Baudrillard’s cute is cold, but fails to integrate the coolness that is part of the contemporary
girlish type of cuteness. The reason is that his conception of the cute remains linked to the
Western conventional understanding of cuteness and ignores the most original qualities
of kawaii. Baudrillard does not perceive the links between cool and cute as humanist
expressions. If bodies are only smooth and self-enclosed, any human aspect intrinsic
to kawaii disappears. It is surprising that this thinker who has recognized cool as a pure play of
values, will turn the erotic into a cute but cold fetish instead of entirely leaving it within the
domain of playful interaction.
When it comes to the definition of the erotic gaze of the self-fetishized woman, however,
Baudrillard fares much better because his explanations concur with his general system of erotic
reality as an empty exchange of signs and of a commutability in which everything remains
indecisive. Here empowerment is possible. “Dreamily, proceeding anagrammatically, that is to
say, [the gaze] does not advance from one term to another, from one organ, juxtaposed and
connected to another like words by the thread of a functional syntax” (Ibid.:120). Baudrillard
explains that this is not the “willed cool” (of models), but the cool which abandons itself
becoming a “specific quality” transcending all distinctions between hot and cold. This is in
keeping with Baudrillard’s descriptions of an essential indifference or neutrality towards the
meaning of codes in modern society, enabling the commutation of signs into a variety of
significations. Baudrillard believes that “this process … has for a long time been at work in
culture, art, politics, and even in sexuality” (Ibid.:9). Kawaii culture, as well as the Girl Power
phenomenon described by Hopkins, act within this paradoxical vacuum in which assertive power
most effectively speaks through an elusive web of meanings. Also Hopkins’s empowered women
are “both radical and conservative, real and unreal, feminist and feminine” (Hopkins, 2002:6).

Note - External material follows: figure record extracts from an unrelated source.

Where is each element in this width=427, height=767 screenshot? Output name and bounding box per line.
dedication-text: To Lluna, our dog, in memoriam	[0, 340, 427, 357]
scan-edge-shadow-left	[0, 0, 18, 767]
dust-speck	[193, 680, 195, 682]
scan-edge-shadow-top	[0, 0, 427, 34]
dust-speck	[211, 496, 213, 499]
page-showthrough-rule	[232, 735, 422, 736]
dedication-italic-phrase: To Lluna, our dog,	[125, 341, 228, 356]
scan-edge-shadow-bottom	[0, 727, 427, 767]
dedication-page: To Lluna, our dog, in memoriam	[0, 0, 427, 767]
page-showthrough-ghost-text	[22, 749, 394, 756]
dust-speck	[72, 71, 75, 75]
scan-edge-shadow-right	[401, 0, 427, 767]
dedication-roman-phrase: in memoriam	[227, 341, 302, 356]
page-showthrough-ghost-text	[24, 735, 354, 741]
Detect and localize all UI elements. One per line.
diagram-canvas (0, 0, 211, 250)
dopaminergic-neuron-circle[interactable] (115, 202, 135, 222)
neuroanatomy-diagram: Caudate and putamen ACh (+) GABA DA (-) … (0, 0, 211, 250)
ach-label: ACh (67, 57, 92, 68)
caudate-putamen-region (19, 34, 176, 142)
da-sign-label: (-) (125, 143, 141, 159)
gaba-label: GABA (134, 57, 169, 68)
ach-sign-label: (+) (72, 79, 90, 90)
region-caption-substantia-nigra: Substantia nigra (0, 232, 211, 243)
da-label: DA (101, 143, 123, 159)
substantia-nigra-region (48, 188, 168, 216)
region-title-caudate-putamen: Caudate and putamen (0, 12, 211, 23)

Cuteness must be defined along these lines. Strangely enough, Baudrillard’s vitrified dolls do not
offer this multi-dimensional aspect. To probe deeper into why this is the case it might be a good
idea for research to pursue these questions with his important understanding of seduction in
mind.
About the Author
Dr. Thorsten Botz-Bornstein is Assistant Professor of Philosophy, Tuskegee University,
Alabama, USA
References
Natalie Augier (2006). “The Cute Factor”, New York Times (January 3rd).
Jean Baudrillard ([1976] 1993). Symbolic Exchange and Death. London: Sage.
Gary Cross (2004). The Cute and the Cool. Wondrous Innocence and Modern American
Children’s Culture. Oxford University Press.
Susan Hopkins (2002). Girl Heroes: The New Force in Popular Culture. Annandale, Australia:
Pluto Press.
Yuir Kageyama (2006). “Cuteness – A Hot-Selling Commodity in Japan”, Washington
Post (June 14th).
John Morreall (1991). “Cuteness”, British Journal of Aesthetics, Volume 31, Number 1:39-47.
Kanako Shiokawa (1999). “Cute but Deadly: Women and Violence in Japanese Comics” in John
Lent (Editor), Themes and Issues in Asian Cartooning: Cute, Cheap, Mad, and Sexy. Bowling
Green, Ohio: Bowling Green State University Press:93-125.